China plants bitter seeds in South American farmland

Culture clash seen with wave of investments

Kelly Hearn
The Washington Times
2/1/2012

Few were surprised when Venezuela announced a deal with China last week to restore 1.4 million acres of unproductive farmland across the oil-rich but impoverished South American nation.

China increasingly is buying farmland and agricultural companies in South America to feed its ever-growing population, currently estimated to be 1.34 billion.

The most important aspect of China’s agricultural investment in Latin America is that “it is a part of the increasing physical footprint of the People’s Republic of China that is just beginning to occur,” said Evan Ellis, an assistant professor at National Defense University in Washington.

Mr. Ellis said that “with the Chinese becoming mine owners, petroleum-field operators, factory managers and dam builders in Latin America,” China’s farming operations there “will immerse the Chinese, with their very different culture, in one of the most politically charged phenomena in the region – the relationship between the Latin American people and their land.”

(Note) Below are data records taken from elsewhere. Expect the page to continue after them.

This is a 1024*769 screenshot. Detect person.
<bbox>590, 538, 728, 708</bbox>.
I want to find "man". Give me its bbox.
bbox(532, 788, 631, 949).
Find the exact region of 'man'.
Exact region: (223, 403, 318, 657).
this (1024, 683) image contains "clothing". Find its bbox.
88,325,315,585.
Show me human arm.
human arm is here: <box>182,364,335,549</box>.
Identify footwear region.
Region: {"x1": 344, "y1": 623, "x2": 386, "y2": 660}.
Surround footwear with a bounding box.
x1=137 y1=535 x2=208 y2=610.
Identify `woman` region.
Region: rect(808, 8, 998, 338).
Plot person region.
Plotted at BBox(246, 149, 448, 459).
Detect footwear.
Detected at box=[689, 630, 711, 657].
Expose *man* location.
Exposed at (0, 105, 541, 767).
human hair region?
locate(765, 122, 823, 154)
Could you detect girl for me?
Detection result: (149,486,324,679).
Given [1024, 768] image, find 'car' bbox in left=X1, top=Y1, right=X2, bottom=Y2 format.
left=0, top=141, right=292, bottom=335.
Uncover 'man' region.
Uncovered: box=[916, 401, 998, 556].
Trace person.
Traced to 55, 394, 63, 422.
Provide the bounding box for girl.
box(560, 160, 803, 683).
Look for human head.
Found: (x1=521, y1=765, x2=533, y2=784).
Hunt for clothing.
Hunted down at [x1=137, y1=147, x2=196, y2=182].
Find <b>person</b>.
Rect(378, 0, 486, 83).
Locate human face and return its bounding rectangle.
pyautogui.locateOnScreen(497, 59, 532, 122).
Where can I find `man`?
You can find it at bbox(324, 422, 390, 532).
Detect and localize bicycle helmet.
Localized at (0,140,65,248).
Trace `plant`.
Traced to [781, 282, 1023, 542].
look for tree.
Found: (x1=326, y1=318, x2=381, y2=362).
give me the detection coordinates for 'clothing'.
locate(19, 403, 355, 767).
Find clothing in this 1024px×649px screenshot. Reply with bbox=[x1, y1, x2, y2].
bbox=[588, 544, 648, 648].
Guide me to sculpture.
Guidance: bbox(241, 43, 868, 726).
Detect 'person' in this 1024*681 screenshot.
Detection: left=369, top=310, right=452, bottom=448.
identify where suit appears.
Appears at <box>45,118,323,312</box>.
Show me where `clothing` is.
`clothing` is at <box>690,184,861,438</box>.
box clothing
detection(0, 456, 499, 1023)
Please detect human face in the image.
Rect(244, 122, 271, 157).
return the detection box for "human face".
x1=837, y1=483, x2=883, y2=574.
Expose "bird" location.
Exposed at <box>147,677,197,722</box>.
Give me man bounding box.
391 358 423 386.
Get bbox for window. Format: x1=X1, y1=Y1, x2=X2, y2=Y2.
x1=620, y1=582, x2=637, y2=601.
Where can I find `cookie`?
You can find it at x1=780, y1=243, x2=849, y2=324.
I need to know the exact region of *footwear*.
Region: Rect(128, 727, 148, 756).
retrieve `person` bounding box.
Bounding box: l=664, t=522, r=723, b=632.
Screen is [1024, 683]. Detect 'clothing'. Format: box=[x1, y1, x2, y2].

Central to China’s rising agricultural-industrial complex are soybeans from Brazil and Argentina, millions of tons of which the Chinese are importing to feed cows and pigs to meet a growing demand for meat.

From 2005 to 2011, China’s soybean demand nearly doubled to more than 70 million tons per year, while domestic production declined 10 percent to 14 million tons, according to SinoLatin Capital, a Shanghai-based investment firm focused on transactions between Latin America and China.

China is working to close that deficit by infusing cash into Latin American economies in exchange for allowing Chinese government-owned companies to set up shop and extract basic food goods…

The article continues at The Washington Times.